And the award for the Most Bitterly Ironic Media Award goes to…the Fred Dressler Lifetime Achievement Award, to be bestowed upon Arianna Huffington by Syracuse University’s S.I. Newhouse School of Public Communications at the upcoming Mirror Awards luncheon in Manhattan.
by Marisa Taylor, Tech Reporter, The Wall Street Journal
If journalism were a psychological disorder, traditional print reporters have attention deficit disorder, while bloggers are more on the obsessive-compulsive-disorder side of the coin.
by Luca Sofri, Italian Journalist, Blogger, Huffington Post
One week ago I met Kara Swisher in Rome. She asked me about Twitter in Italy and I told her we were about Twitter in 2007 but now we’ve moved on….Mainstream Web users are all on Facebook (Facebook has been huge here since last summer) while Web-savvy people interested in microblogging now prefer FriendFeed with its richer features.
by Simon Dumenco, Columnist, Ad Age, The Media Guy
What if the privately held Huffington Post is worth not $200 million–a cracked-out number floated last year–or even $100 million, but, say, $2 mil? This is not entirely an academic question, given that in December HuffPo astonished media watchers by securing $25 million in additional funding from Oak Investment Partners, a Palo Alto, Calif., venture capital firm.
by Beth Callaghan, Director, Web Operations, AllThingsD.com
Thanks to the Web, 2008 marks a high point in the level of engagement between American voters and their presidential candidates. As Arianna Huffington declared yesterday, “I am ready to declare a winner in the 2008 race. The Internet.” On Election Day itself, that statement is more apt than ever. Sites like fivethirtyeight.com and politicalwire.com will provide virtually up-to-the-minute numbers on every race. It’s a level of immediacy that was hard to imagine before now–but it’s also hard to imagine we ever had it any other way.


Exercise:
Go through the data and copy each line where the word "content" shows up.

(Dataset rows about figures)
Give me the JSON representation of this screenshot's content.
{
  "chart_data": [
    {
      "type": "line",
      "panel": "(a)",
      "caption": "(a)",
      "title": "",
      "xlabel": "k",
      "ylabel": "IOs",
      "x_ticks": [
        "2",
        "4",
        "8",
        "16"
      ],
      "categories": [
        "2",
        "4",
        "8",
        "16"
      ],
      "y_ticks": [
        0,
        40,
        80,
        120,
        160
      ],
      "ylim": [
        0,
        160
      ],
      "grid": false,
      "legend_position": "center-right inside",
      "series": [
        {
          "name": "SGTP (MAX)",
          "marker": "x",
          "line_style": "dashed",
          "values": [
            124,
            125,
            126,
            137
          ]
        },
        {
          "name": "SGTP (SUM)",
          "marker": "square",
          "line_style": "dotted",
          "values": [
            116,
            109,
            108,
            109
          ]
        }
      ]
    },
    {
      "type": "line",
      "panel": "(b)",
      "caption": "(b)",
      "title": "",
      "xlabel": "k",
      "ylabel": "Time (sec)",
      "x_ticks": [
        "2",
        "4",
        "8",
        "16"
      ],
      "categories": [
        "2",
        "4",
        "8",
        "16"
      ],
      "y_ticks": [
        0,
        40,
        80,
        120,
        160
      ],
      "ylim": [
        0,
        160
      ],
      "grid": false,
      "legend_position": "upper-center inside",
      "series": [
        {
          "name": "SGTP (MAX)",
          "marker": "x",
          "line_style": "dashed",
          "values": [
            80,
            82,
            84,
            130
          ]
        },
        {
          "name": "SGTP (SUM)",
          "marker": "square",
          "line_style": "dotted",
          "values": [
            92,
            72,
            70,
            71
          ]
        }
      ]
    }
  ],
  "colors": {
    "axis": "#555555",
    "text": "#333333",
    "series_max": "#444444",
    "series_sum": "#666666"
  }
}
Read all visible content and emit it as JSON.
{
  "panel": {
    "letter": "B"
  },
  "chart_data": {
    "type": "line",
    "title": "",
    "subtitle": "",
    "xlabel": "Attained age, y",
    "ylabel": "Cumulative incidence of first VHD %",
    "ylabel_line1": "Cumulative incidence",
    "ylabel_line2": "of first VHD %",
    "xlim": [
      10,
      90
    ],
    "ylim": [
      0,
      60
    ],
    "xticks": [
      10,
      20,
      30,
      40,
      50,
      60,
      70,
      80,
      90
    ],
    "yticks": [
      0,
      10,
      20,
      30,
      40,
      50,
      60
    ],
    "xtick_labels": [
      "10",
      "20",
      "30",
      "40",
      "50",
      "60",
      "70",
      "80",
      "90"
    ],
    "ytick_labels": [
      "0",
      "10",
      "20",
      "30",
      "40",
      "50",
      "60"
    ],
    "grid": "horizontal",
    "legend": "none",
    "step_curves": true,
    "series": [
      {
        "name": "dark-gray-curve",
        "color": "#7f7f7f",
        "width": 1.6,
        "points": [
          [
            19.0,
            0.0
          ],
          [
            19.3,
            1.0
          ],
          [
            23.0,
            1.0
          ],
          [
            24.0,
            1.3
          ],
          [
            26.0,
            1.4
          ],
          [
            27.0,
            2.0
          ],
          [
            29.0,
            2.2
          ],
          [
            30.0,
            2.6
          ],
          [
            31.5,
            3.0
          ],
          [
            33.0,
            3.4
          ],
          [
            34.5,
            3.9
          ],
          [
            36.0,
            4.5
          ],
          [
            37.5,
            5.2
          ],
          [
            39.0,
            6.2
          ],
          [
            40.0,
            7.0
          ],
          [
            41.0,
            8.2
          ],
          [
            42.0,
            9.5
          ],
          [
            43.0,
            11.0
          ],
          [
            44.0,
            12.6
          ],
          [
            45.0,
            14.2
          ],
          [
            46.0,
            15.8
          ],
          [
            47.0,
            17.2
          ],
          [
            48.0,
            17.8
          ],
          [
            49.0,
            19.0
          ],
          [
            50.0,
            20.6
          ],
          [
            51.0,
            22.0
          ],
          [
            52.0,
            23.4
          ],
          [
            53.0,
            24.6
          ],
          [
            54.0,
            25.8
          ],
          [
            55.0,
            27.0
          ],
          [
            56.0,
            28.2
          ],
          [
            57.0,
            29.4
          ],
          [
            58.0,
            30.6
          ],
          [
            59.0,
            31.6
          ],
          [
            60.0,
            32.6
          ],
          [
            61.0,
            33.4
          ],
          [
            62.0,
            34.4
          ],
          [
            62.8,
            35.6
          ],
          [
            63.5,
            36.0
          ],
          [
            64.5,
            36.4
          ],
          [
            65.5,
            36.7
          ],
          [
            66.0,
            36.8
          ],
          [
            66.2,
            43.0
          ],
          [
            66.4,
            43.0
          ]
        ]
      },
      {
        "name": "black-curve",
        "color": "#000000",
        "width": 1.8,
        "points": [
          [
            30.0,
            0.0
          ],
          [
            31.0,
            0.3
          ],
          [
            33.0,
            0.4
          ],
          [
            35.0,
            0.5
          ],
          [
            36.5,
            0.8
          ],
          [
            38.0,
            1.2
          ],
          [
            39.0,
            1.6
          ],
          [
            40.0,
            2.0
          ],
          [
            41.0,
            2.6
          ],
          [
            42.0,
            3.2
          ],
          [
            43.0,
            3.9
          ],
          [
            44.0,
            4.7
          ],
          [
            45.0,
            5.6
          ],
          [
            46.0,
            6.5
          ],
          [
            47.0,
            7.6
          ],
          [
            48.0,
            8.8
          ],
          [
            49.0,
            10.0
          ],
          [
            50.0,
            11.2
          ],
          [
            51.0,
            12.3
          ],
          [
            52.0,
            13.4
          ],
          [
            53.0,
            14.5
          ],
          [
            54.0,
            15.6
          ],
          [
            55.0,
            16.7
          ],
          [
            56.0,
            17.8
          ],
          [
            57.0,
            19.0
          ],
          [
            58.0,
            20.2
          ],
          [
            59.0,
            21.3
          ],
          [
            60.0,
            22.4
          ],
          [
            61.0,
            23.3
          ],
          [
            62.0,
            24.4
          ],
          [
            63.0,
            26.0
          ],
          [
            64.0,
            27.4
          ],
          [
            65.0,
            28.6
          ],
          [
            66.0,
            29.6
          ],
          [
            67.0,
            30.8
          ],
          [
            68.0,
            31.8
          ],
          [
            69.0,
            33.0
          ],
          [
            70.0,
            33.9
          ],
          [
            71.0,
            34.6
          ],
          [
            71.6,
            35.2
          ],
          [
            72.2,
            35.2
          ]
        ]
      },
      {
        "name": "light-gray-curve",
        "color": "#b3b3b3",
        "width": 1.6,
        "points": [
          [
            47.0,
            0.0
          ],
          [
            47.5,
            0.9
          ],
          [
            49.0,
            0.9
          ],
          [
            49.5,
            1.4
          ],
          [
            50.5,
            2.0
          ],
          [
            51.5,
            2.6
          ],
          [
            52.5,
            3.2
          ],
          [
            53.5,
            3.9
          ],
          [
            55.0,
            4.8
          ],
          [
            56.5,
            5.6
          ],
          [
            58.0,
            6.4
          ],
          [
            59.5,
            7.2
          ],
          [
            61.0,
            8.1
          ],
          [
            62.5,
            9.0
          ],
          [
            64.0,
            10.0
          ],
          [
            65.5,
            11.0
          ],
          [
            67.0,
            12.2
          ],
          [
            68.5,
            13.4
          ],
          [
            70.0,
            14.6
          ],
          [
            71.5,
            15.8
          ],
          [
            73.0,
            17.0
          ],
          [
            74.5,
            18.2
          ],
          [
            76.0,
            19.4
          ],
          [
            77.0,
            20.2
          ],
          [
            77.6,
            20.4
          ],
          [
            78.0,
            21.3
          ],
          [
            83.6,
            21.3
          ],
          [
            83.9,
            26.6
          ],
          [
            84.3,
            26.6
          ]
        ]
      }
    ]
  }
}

==

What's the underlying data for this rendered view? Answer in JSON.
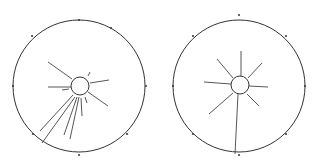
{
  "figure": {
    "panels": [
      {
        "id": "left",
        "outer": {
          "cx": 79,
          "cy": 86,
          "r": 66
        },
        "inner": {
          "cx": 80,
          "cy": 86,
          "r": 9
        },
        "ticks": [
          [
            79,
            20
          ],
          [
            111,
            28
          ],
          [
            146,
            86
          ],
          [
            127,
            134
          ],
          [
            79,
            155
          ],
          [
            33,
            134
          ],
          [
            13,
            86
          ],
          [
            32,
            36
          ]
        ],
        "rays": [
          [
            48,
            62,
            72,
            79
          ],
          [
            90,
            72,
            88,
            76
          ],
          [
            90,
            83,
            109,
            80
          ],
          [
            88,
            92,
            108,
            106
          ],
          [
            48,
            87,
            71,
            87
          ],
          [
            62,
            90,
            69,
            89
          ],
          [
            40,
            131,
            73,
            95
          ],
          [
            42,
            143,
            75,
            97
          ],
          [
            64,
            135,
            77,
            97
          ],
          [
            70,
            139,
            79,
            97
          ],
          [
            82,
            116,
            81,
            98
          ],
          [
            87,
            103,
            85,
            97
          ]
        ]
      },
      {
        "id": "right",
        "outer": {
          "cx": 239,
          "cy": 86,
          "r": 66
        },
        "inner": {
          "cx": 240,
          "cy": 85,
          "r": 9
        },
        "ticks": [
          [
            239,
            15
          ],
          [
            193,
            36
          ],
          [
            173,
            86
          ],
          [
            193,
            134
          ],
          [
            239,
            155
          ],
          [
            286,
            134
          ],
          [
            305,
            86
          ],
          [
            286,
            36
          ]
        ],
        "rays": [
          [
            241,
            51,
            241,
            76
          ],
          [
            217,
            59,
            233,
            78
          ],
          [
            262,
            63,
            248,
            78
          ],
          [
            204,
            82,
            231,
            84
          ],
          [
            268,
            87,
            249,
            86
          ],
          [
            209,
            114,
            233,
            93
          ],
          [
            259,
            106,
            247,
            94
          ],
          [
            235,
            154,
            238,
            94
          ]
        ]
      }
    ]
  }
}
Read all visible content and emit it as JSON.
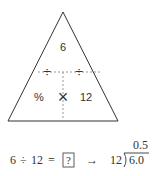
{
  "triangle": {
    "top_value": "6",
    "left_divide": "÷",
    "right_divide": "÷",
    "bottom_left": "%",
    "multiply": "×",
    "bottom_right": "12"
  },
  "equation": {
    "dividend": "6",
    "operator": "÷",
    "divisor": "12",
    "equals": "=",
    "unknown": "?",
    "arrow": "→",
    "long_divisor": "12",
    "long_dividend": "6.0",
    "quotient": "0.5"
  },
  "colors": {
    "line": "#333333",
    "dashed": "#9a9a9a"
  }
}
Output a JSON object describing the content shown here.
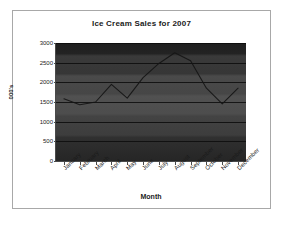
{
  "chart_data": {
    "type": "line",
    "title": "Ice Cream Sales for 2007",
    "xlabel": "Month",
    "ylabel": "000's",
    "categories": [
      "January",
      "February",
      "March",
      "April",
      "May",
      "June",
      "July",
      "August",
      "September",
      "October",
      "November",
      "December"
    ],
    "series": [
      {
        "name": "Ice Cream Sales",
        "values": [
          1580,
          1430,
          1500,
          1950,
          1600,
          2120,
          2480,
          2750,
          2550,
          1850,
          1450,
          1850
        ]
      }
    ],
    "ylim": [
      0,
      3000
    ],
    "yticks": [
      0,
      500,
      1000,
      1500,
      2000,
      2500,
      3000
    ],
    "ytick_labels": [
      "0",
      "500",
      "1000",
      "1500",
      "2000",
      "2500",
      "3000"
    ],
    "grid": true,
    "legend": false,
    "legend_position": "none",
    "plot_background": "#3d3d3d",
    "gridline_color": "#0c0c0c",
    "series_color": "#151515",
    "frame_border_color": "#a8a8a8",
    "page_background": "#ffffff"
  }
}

Result:
Give me the JSON representation of this screenshot's content.
Read all visible content and emit it as JSON.
Read all visible content and emit it as JSON.
Output a JSON object describing the content shown here.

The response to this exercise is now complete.